I’ve been reading The Origin of Satan by Elaine Pagels. She traces modern day notions of Satan back to their origins. In the chapter I’m reading now, she is looking at OT usages of “satan” and its historical context. According to Pagels, satan wasn’t originally an entity; that is to say, satan wasn’t a “who” but a “what.” A satan was an inanimate object that can be roughly translated as something that blocks the path. Interestingly enough, a “satan” wasn’t always bad.
She quotes another scholar in saying, “If the path is bad, a blockage could be good.” Pagels cites the story of Balaam and his donkey from Numbers 22. As Balaam is traveling, an angel of the Lord, or satan, blocks his path. In this instance, the satan not only causes Balaam to do the right thing, it is actually an angel from the Lord.
Again in Job, Satan is a member of God’s court and one of God’s attendants. In Job, Satan plays the role of an informant or spy, roaming the Earth and keep God abreast of the doings of God’s creation. Pagels suggests that this may have been a literary device used to demonize spies who acted as informants for Babylon, which controlled Israel at the time of Job’s writing. Pagels also notes that, contrary to popular present-day notions, the Satan we see in Job was a willing servant of God and was bound to do God’s bidding.
Oddly enough, many of our present day ideas about Satan and his history come from the First Book of Enoch, an apocryphal writing which isn’t accepted in the Protestant cannon. Growing up I heard stories about how Satan was one of God’s angels, but he became arrogant and tried to overthrow God. He and his legion of followers were cast out of Heaven, and descended to torment earth. I find it ironic that this story, widely accepted as orthodoxy in my tradition, is extrapolated from an apocryphal writing, widely accepted as heresy in my tradition.
From the perspective of Biblical texts, we can see satan evolve from an inanimate stumbling block, to an angel under the command of God, to a former angel who lead an insurrection against God, into the Satan we know and hate today.
More than likely, the patriarchs of our faith would have considered satan to be a difficulty that could be either evil or righteous. Today we would probably label such people as Satanists. At the very least, we would ostracize them for the Christian tradition for daring to suggest that Satan could be a good thing.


--- INSTRUCTIONS FOR THE TASK ---
Skip every picture, then write out exactly the lines of the listing below from the line that contains "What region does" through the final line.
· · ·
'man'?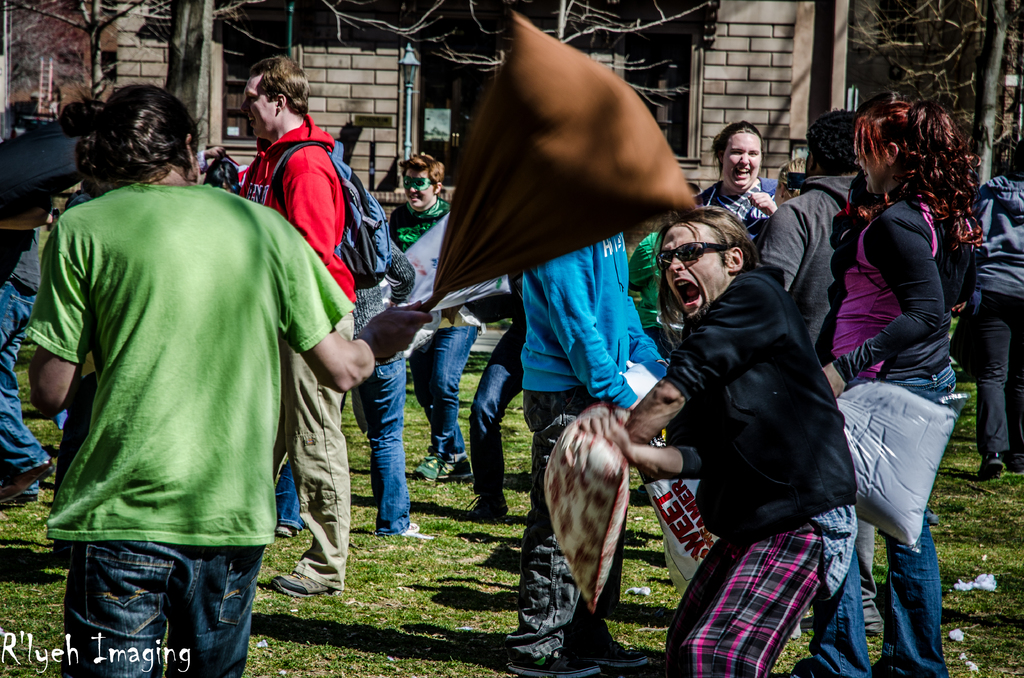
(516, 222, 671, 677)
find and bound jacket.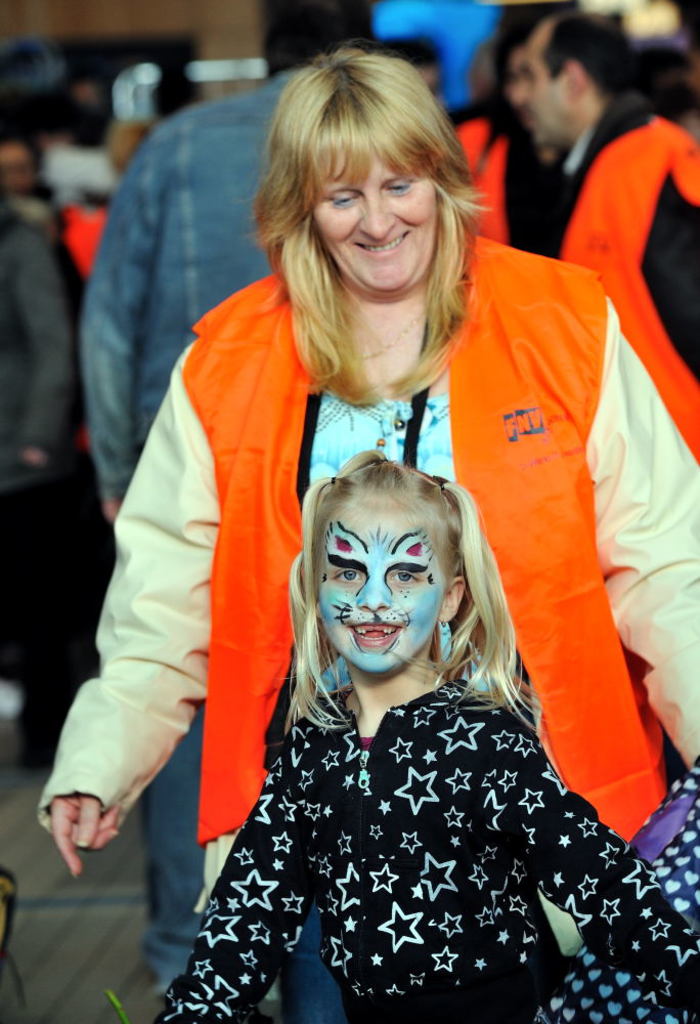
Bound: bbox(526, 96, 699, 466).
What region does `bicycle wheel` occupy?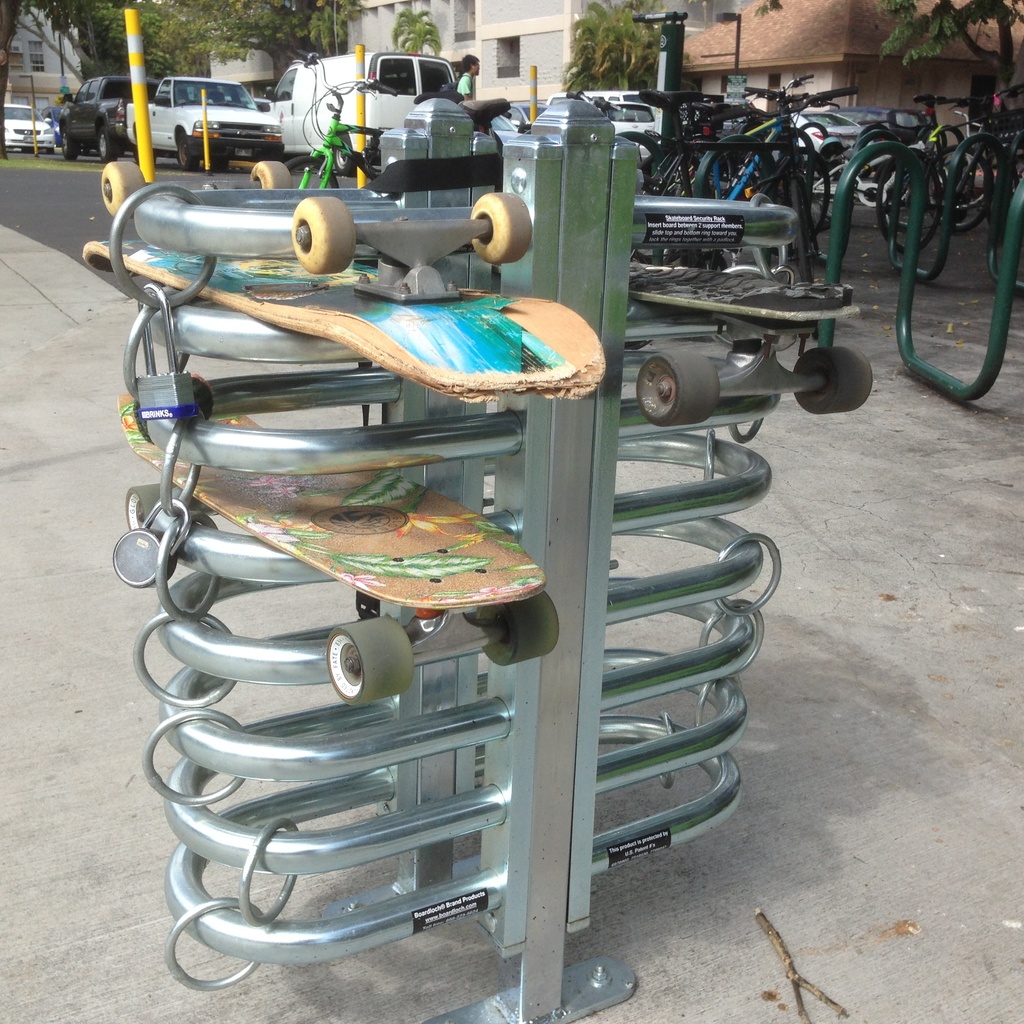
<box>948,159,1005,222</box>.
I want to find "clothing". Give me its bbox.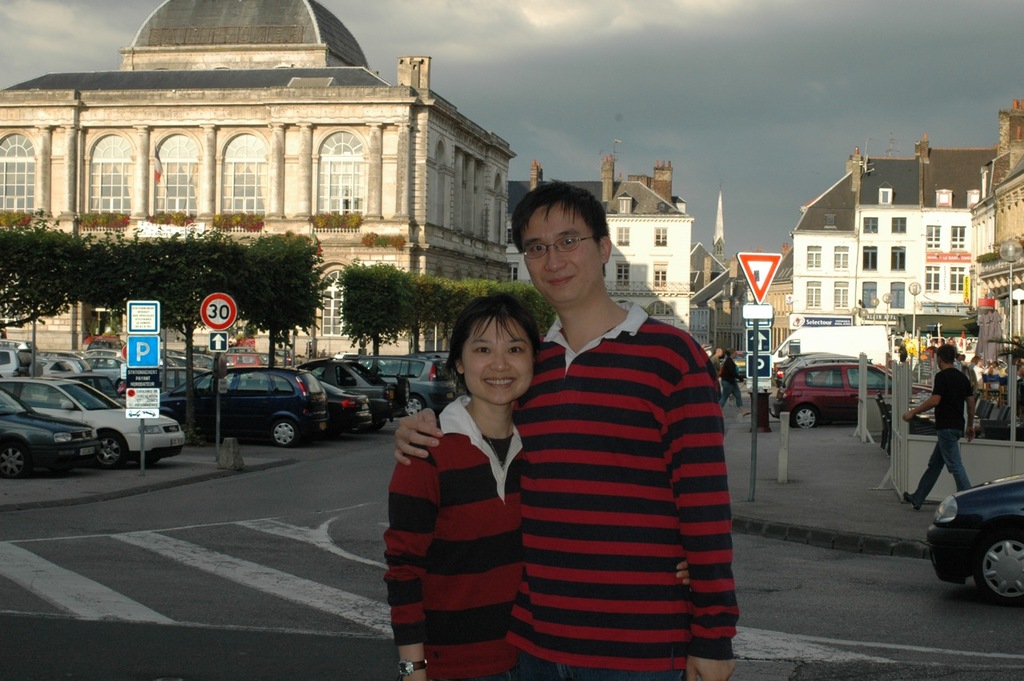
· · ·
--- SOLUTION TO THE PROBLEM ---
What region does `bicycle wheel` occupy?
<box>948,159,1005,222</box>.
I want to find "clothing". Give me its bbox.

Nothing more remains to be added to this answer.